The setup we are building looks like this:
We have an ARM-based QSP machine with two cores and a basic set of peripherals, and add a new device which is a controller for a simple user-facing panel. The panel itself has four colored LEDs that can be turned on and off from the device, and a button input that should cause the device to send an interrupt to the processors of the machine (via the interrupt controller). We also assume that there is a software stack in place that contains a driver for the device, and that the end goal is to make that software driver happy with our virtual platform.
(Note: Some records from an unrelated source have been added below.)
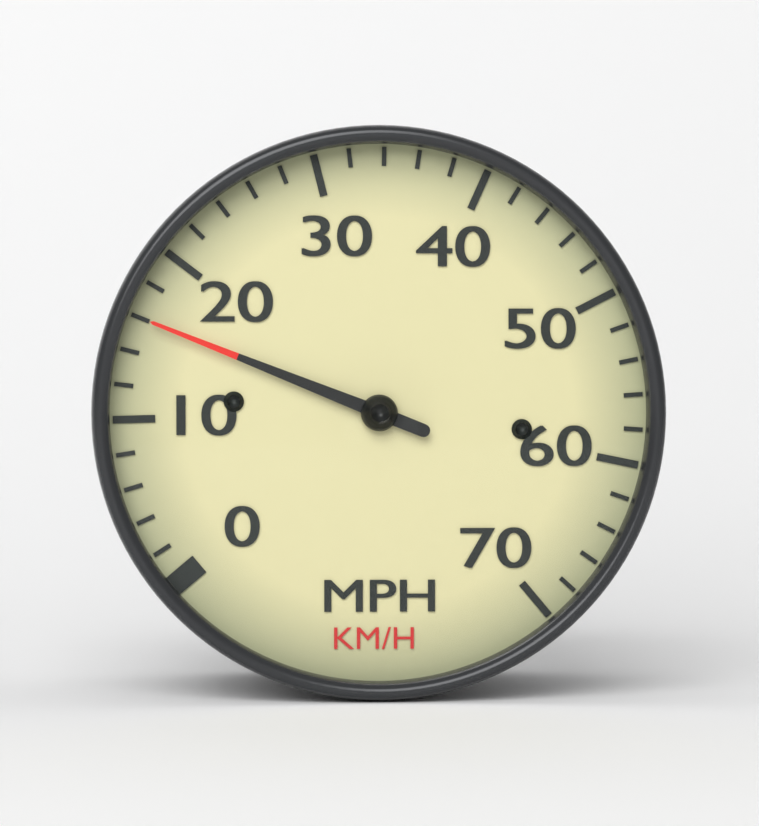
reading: 16 mph
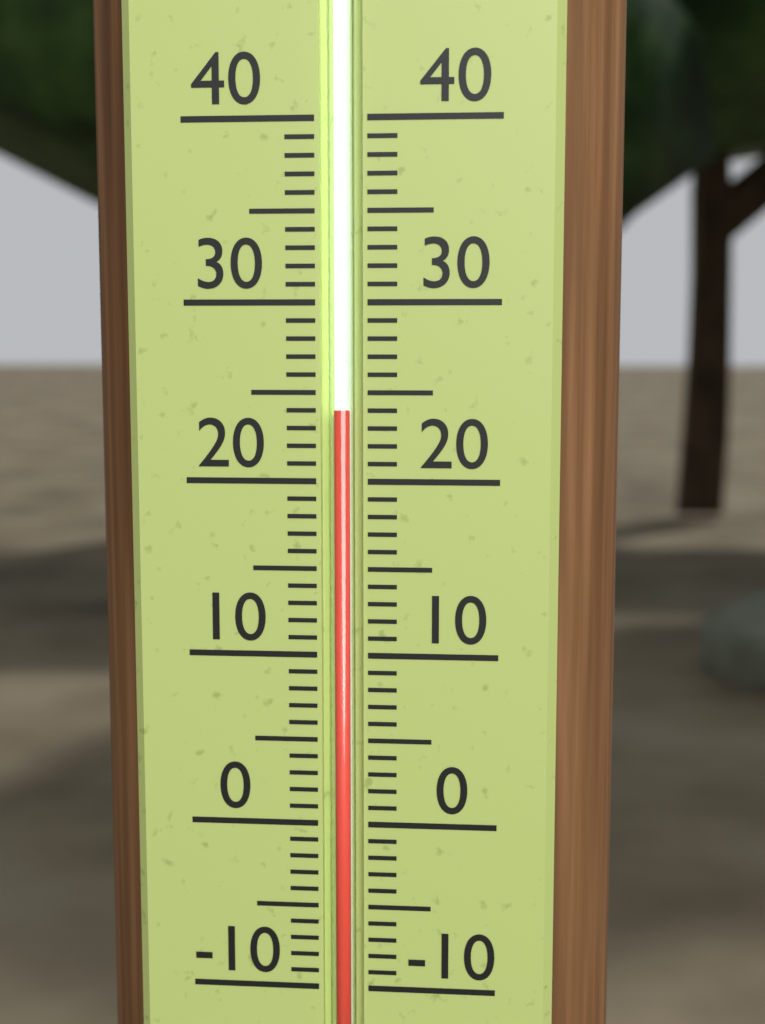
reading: 24 (no unit)
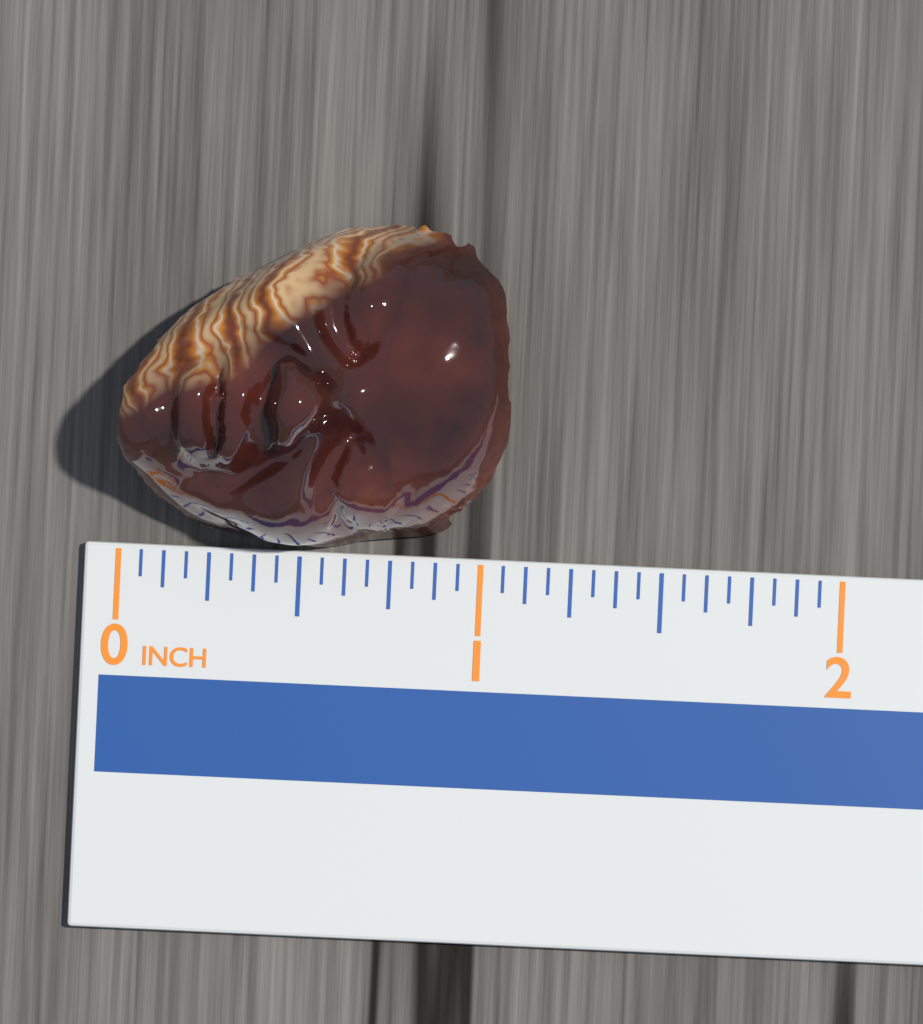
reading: 1.0625 in
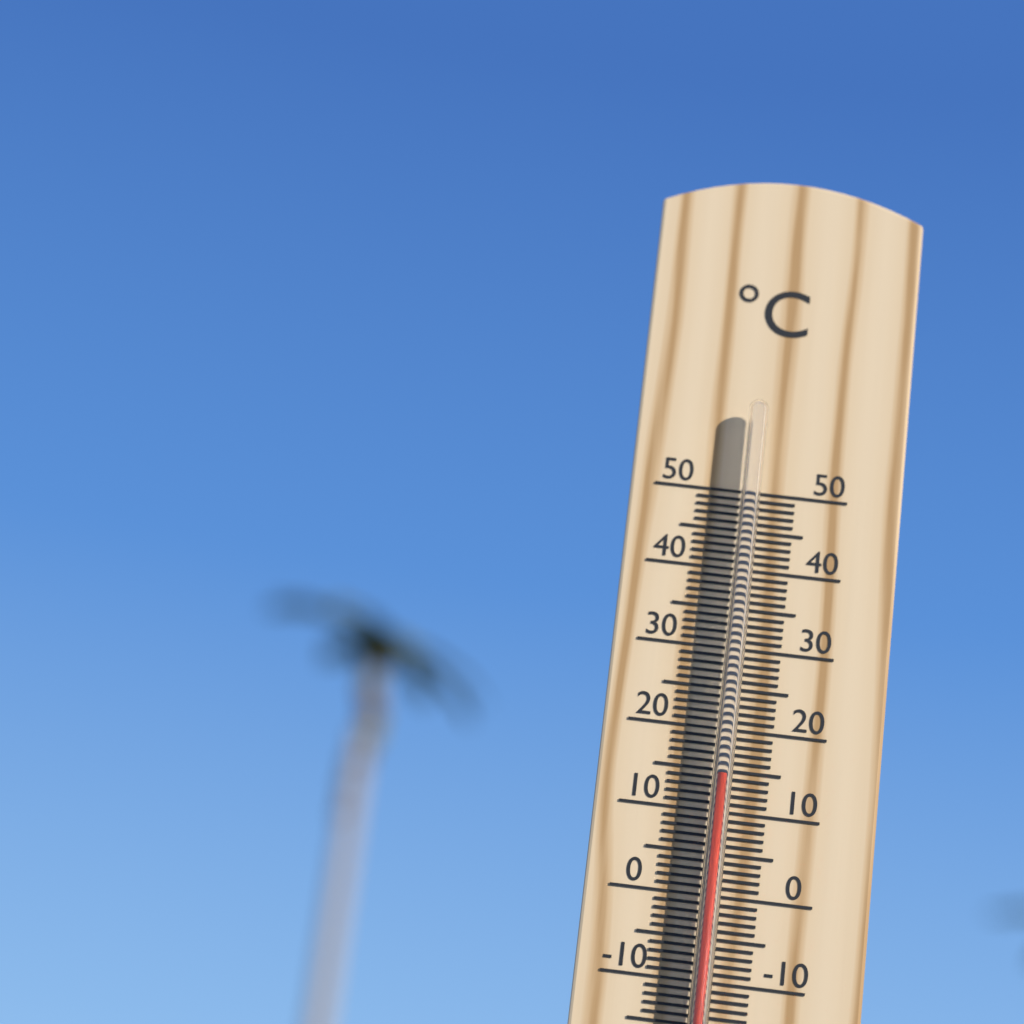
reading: 14 °C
This situation is representative for much of real Simics usage and modeling.
In the video, we show how this device is built using the Simics Eclipse GUI, via the stages laid out in the Simics modeling white paper:
- At the beginning, we have the QSP machine along with the user-facing panel.
- Set up a skeleton of the programming register map of the device (using DML)
- Add the device to the machine setup (system memory map)
- Test run with software (ending in a failure since there is no functionality)
- Set up unit tests to describe the functionality of the device (test-driven development, essentially)
- Fill in most of the functionality (we do a fast forward here, just like in a cooking show where you cut from putting a cake in the oven to it being done)
- Rerun unit tests and retest with software to show the device is still slightly incomplete
- Fill in the last piece of functionality
- Rerun unit tests and software test, showing that the device now works as it should
In action, the test run looks like this:
In practice, most Simics modeling is done in a way similar to this video, by adding things to an existing machine. With Simics, it is almost always the case that modeling can start from some existing running system (starting from a QSP quick-start platform like we do in the video or any other existing model). Even when starting from scratch, we quickly build a bare-bones basic running system so that we have something that runs, and then iteratively add new devices to it over time. Simics system modeling is an agile, iterative, and test-driven activity.
When software is not yet available for a new device, the unit tests become the primary driver of the development effort. The tests essentially define the correct behavior of the device. In practice, software drivers will be developed using the device model as their basis, and later the drivers will be used to test the hardware when it arrives in silicon.
For more on modeling with Simics, see the Simics modeling whitepaper.
Device modeling is also a key part of experimenting with target setups in Simics.